Figure 4: Precipitation for the confined anomoly case, control removed (mm/day) and the regions used for 6 hrly OLR sampling.

The anomaly was damped to zero poleward of 30 ° N and S. The distribution of precipitation difference from the control (figure 4) shows an increase over the anomaly region maximised 5 ° to the west of the anomaly maximum. Also of note is a suppression of rainfall throughout the rest of the tropics, as high as 6 mm/day especially in the region of Rossby wave response immediately to the west of the anomaly region. The different strengths of convection over the tropics can be shown by compositing the 6 hourly averaged OLR values at each grid point within each region shown in figure 4.

Figure 5: Distribution of the 6 hrly averaged OLR for each grid point in the latitude band 5 ° N to 5 ° S split into different regions and compared with the distribution for the control case (W/m-2).

The distribution of cloud top OLR for each region is given in figure 5 and clearly shows that the convection is deeper over the anomaly region with lower cloud top OLR, and much shallower and often absent particularly in the Rossby region where the ocean OLR signal (~290Wm-2) is frequently seen. The convection depth is suppressed throughout the whole tropics away from the anomaly when compared to the control case.

Figure 6: Precipitation in the wave number 1 case (mm/day). Black is convective, blue is dynamic rainfall.

Figure 6 shows the time-averaged precipitation in response to the wave number 1 SST with distinct patterns local to the SST maximum in the tropics and a remote response in the mid-latitudes and further downstream in the tropics where there is considerable suppression of precipitation.

UPPER-TROPOSPHERIC WESTERLIES

Figure 7 shows the zonal mean wind for the control case and the two anomaly experiments. The control case has easterlies throughout the depth of the troposphere over the equator whereas in both anomaly cases there are westerlies through a depth of the troposphere. In the wave number 1 case these westerlies exceed 20ms-1 and extend through half the depth of the troposphere.

Figure 7: Zonal mean wind for (a) control case (b) confined anomaly case and (c) wave number 1 anomaly case.
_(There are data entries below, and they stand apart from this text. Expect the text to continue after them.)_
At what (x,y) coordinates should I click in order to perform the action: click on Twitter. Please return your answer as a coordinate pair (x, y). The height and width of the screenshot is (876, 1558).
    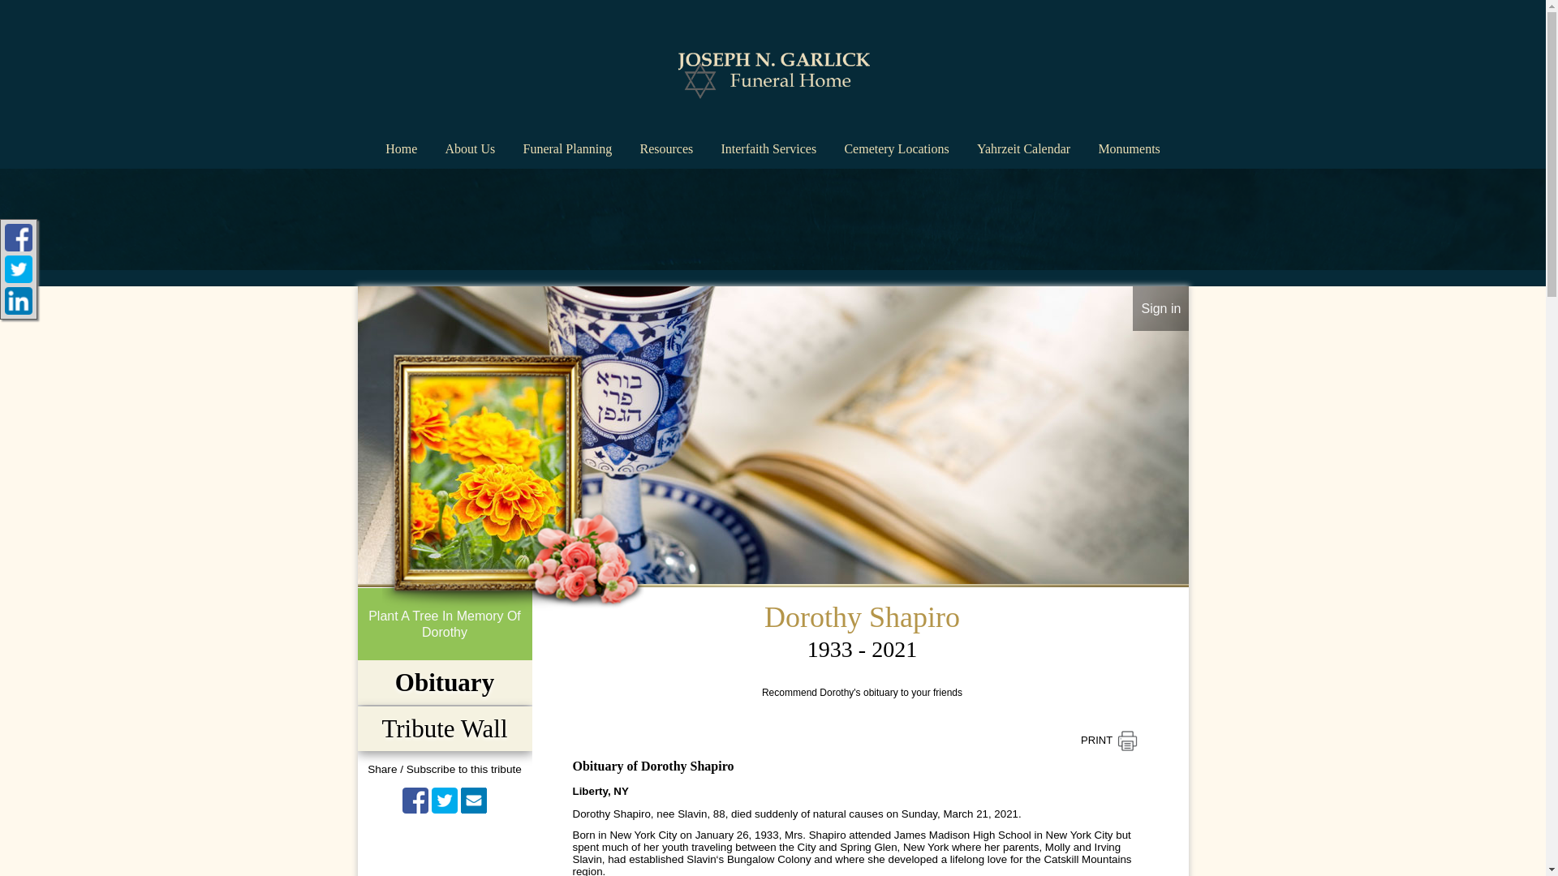
    Looking at the image, I should click on (445, 800).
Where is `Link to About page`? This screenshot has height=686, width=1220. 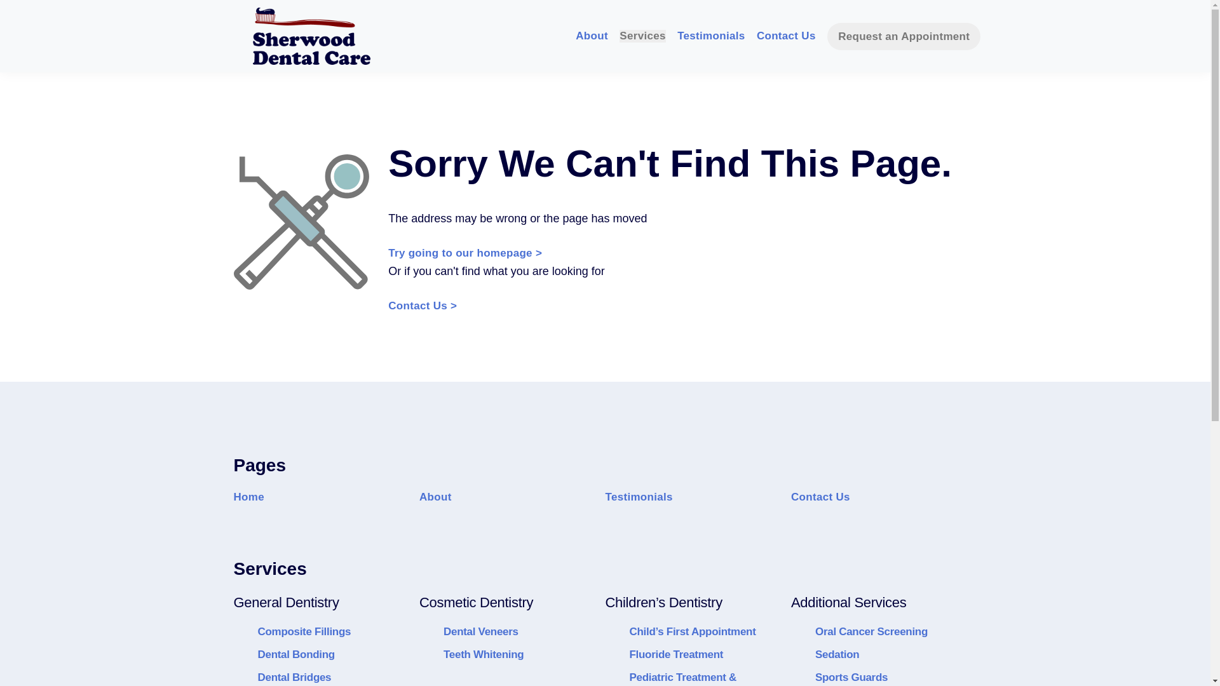 Link to About page is located at coordinates (592, 36).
In order to identify a possible generation mechanism for these westerlies we shall examine the zonal mean zonal momentum equation with the effects of stationary eddies included (given below). The blue term is the acceleration of the zonal wind due to mean horizontal convergence of eddy momentum and the green term is the acceleration due to vertical convergence of eddy momentum.

Figure 8 shows the magnitude of these two stationary eddy fluxes for the two anomaly experiments.
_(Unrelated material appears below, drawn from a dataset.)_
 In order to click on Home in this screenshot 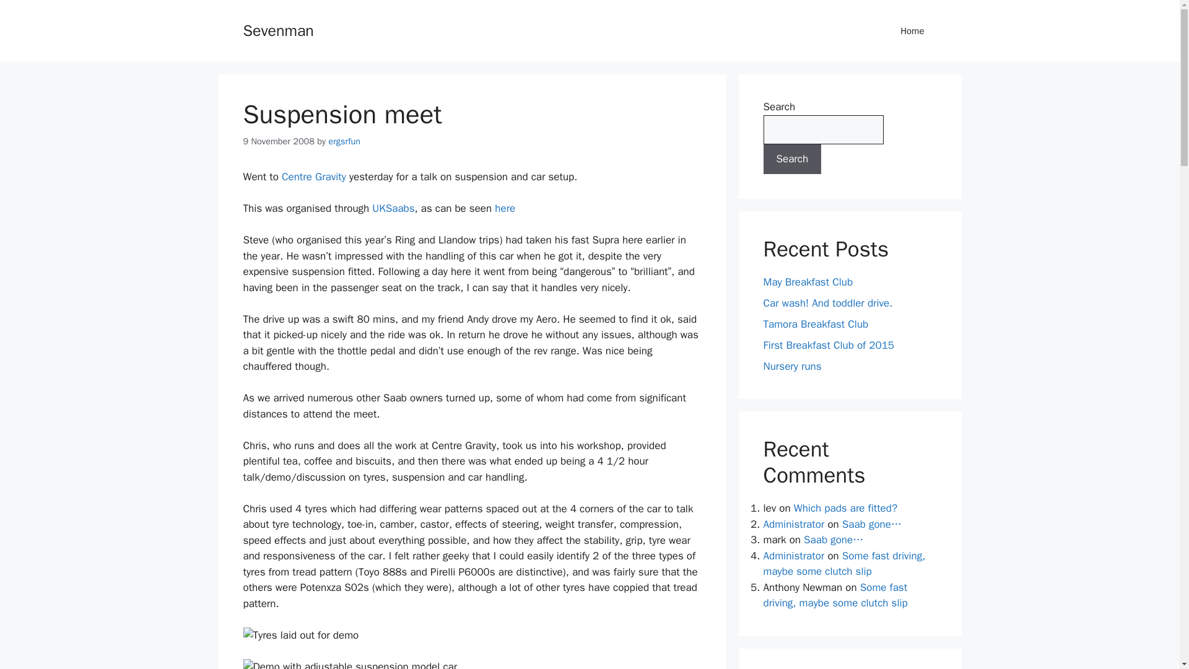, I will do `click(912, 31)`.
Figure 8: Top: Confined anomaly, Bottom Wave No 1 anomaly,
Left: Zonal mean [U V], Right: Zonal mean [U W]

In the upper troposphere the main contribution to the equatorial westerlies comes from the horizontal eddy momentum flux convergence which is stronger in the wave number one case. This is consistent with the equatorial westerlies driven by the propagation away from the equator of Rossby waves generated by the anomaly heating. Lower in the troposphere there is a significant contribution to the westerly acceleration from the vertical eddy momentum flux convergence suggesting the existence of vertical orientated stationary eddies which transport westerly momentum into the tropical mid-troposphere. These large scale wave number one stationary eddies can be seen in the model wind fields.

A GCM TEST ?

A climate model, particularly in its tropics, contains a very complicated interaction of dynamics and the parameterisation processes of surface fluxes, shallow and deep convection and radiation. There is currently nothing between a single column test and a full GCM run, and little means of investigating the interaction of processes and the effect on this interaction of changes in parameterisation schemes. It is proposed that the idealised SST aqua-planet experiments described should be developed as the basis for such a test of GCMs.